Sharing the ball, i.e. making assists, is where Ball’s generosity would appear to end. In a mid November game against the Suns, he passively walked away from a scuffle his teammates became embroiled in. Imagine a Spurs player doing that, or anyone on any team? Those are not the actions of a man bonded to his teammates. It makes me wonder if Papa Ball insists he eat lunch at a separate table away from the other guys.

Now LaVar thinks it would be a fantastic idea to set up a league for aspiring, nationally ranked high school graduates who don’t want to go to college. The deepest shudder from the depths of my soul emanate at the thought of LaVar Ball influencing an impressionable legion of youth.

I’d sooner entrust Darth Vader at peak evil to train an incoming class of Jedi toddlers.
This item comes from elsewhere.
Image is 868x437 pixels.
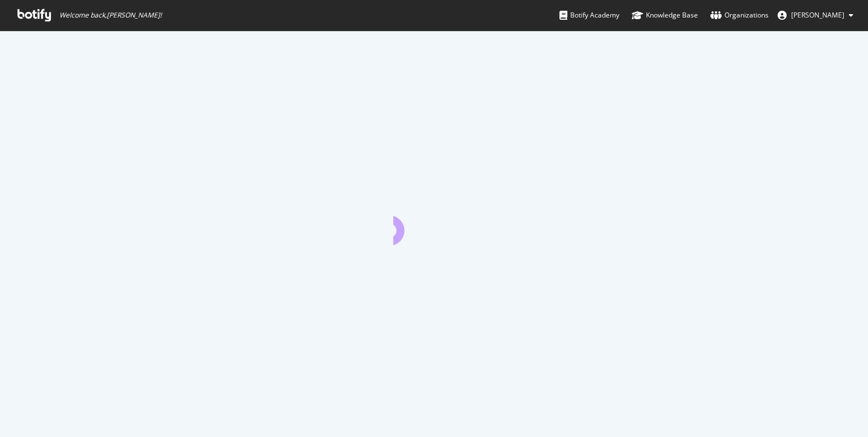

Like Tim Duncan, Tony Parker, Manu Ginobili, and Kawhi Leonard, who ascended the Spurs ranks before him, Bryn Forbes is being systematically groomed to potentially inherit one of the rare keys to the castle, away from the voracious media spotlight, in the confines of a protective Spurs academy. Pressure will be left where it belongs – on the court.

Unlike Lonzo, Bryn has the joyful expression of a young man biding his time before he can pop the question to the perfect girl. (Yes, it is worth a mention that Kawhi rarely smiles, but the body language shared between him and his teammates speak the volumes Leonard doesn’t.)

For further proof of the potency of the Spurs nurturing environment, one need only look at how beautifully Gay, Gasol, and post-reckoning Aldridge have fared as mature recruits.

As he grows into his role, Bryn may one day feel the pressure Lonzo feels now, but will be prepared when that time comes. Being in a relationship with the Spurs is hard work, demanding, but comes with all the benefits of open communication, endless support, and the understanding that while strict, it gives its players the freedom to evolve into their best possible versions.

Twenty consecutive playoff runs and counting sounds like the sort of marriage every NBA player wishes he was in.